Wednesday 19 June 2013

Fleet Foxes by Fleet Foxes

With their full-length self-titled debut, Fleet Foxes found themselves at the top of many of 2008's 'album of the year' lists. When you look back, sometimes these lists only serve to highlight albums that fail to stand the test of time. But last year it featured well in Pitchfork's People's Listcoming in 18th place in a reader-compiled poll of the 200 best albums released in the life of the website up to that point (1996-2011).


The album's cover, a reproduction of Pieter Bruegel's Netherlandish Proverbs, echoed the music inside; seemingly of another time and out of step with the prevailing trends. The back cover, with its somewhat medieval font, while nothing particularly noteworthy in itself, continues this sense of displacement.

As with other albums featured here, it is likely I first heard about the band through The Guardian's Paul Lester via his excellent New Band of the Day (have another read, its always refreshing to revisit what people thought of a band before they became the critic's darlings). Also from the Guardian, a nice piece here by Jonathan Jones on judging albums by their cover, in which he concludes, "[a]s for Fleet Foxes, the thrill of their cover is that it ignores all convention and fashion - instead of a designer image here is raw art. It is a classic, and so is the recording inside." The album artwork went on to win the Art Vinyl prize for best cover that year.

As lead singer Robin Pecknold told Drowned In Sound: "“When you first see that painting it’s very bucolic, but when you look closer there’s all this really strange stuff going on, like dudes defecating coins into the river and people on fire, people carving a live sheep, this weird dude who looks like a tree root sitting around with a dog. There’s all this really weird stuff going on. I liked that the first impression is that it’s just pretty, but then you realise that the scene is this weird chaos. I like that you can’t really take it for what it is, that you’re first impression of it is wrong.”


Exercise requirements → Every line with the string "Bevölkerungsentwicklung" in it belongs in your answer, so copy them all from the data.

+---+

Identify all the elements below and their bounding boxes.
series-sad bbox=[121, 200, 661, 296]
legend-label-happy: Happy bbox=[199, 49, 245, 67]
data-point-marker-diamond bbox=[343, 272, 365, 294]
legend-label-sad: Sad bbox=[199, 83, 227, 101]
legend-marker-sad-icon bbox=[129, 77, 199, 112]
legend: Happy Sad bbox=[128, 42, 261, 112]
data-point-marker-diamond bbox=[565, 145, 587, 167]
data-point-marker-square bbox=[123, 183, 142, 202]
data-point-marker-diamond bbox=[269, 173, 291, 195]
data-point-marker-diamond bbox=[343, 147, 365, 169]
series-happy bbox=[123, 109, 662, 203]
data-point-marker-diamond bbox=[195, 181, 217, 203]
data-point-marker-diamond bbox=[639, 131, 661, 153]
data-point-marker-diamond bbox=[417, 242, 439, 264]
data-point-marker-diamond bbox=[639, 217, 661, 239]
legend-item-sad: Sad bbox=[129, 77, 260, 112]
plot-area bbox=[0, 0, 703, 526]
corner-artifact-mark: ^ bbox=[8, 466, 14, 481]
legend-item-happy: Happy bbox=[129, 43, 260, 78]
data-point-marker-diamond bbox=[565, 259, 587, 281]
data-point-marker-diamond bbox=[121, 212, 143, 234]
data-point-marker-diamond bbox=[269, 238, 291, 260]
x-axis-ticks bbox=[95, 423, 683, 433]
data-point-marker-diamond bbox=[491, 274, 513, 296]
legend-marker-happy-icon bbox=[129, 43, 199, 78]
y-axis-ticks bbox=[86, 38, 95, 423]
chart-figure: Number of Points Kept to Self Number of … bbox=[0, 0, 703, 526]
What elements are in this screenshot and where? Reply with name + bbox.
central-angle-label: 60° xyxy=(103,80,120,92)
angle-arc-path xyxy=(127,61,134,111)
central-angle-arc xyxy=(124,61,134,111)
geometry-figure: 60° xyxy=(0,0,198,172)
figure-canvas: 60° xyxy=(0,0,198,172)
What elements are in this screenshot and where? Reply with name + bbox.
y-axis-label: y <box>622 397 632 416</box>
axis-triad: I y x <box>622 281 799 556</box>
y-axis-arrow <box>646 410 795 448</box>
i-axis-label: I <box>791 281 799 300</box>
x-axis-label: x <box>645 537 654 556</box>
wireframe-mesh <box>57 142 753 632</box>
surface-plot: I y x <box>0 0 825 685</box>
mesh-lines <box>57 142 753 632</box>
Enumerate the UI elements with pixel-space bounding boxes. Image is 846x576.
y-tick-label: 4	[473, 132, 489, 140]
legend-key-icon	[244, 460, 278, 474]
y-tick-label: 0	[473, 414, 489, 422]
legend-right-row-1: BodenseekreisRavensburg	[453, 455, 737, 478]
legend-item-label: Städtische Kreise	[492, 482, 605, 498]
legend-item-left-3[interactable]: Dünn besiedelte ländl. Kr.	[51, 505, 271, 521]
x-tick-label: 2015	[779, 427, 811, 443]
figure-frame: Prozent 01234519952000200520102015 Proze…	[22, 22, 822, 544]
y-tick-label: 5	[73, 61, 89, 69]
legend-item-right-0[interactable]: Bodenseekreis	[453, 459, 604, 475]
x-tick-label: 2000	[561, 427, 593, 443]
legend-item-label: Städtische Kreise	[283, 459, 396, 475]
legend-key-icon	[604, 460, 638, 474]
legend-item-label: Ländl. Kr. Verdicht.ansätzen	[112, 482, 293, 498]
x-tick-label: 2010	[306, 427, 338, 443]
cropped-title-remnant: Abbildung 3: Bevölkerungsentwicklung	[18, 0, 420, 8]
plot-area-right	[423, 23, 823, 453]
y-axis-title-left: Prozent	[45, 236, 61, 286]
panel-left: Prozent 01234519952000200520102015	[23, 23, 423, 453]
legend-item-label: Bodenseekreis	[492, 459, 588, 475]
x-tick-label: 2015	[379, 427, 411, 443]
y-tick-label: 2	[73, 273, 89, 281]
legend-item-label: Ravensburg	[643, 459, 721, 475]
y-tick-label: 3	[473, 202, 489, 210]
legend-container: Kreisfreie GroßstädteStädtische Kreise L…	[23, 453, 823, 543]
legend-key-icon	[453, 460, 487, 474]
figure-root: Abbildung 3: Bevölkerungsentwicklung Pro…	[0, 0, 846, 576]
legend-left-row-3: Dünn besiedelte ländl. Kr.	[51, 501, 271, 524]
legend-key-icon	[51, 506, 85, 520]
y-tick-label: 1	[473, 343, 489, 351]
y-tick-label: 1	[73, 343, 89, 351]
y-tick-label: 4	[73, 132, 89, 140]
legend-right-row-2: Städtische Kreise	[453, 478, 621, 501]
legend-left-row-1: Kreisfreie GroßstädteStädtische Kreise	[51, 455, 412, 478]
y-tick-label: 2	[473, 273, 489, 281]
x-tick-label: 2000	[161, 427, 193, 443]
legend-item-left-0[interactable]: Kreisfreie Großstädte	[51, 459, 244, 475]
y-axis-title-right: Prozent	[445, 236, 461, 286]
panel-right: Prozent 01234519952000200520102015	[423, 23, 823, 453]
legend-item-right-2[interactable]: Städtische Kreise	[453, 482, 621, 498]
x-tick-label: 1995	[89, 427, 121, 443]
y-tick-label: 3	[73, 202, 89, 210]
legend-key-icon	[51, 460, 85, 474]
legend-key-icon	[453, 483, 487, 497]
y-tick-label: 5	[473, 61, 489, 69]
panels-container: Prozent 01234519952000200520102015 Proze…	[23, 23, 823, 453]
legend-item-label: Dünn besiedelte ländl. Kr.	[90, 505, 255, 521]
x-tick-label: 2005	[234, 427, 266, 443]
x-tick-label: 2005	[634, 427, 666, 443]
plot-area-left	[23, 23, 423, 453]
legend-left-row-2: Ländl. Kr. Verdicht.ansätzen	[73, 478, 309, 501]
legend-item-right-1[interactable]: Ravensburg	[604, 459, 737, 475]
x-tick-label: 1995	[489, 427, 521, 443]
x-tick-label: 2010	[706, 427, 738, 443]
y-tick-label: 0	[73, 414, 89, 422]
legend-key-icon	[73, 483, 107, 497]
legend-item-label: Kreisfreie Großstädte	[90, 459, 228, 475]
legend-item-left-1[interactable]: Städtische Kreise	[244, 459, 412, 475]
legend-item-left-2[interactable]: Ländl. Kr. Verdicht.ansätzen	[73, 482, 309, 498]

+---+

Result →
cropped-title-remnant: Abbildung 3: Bevölkerungsentwicklung	[18, 0, 420, 8]
figure-root: Abbildung 3: Bevölkerungsentwicklung Pro…	[0, 0, 846, 576]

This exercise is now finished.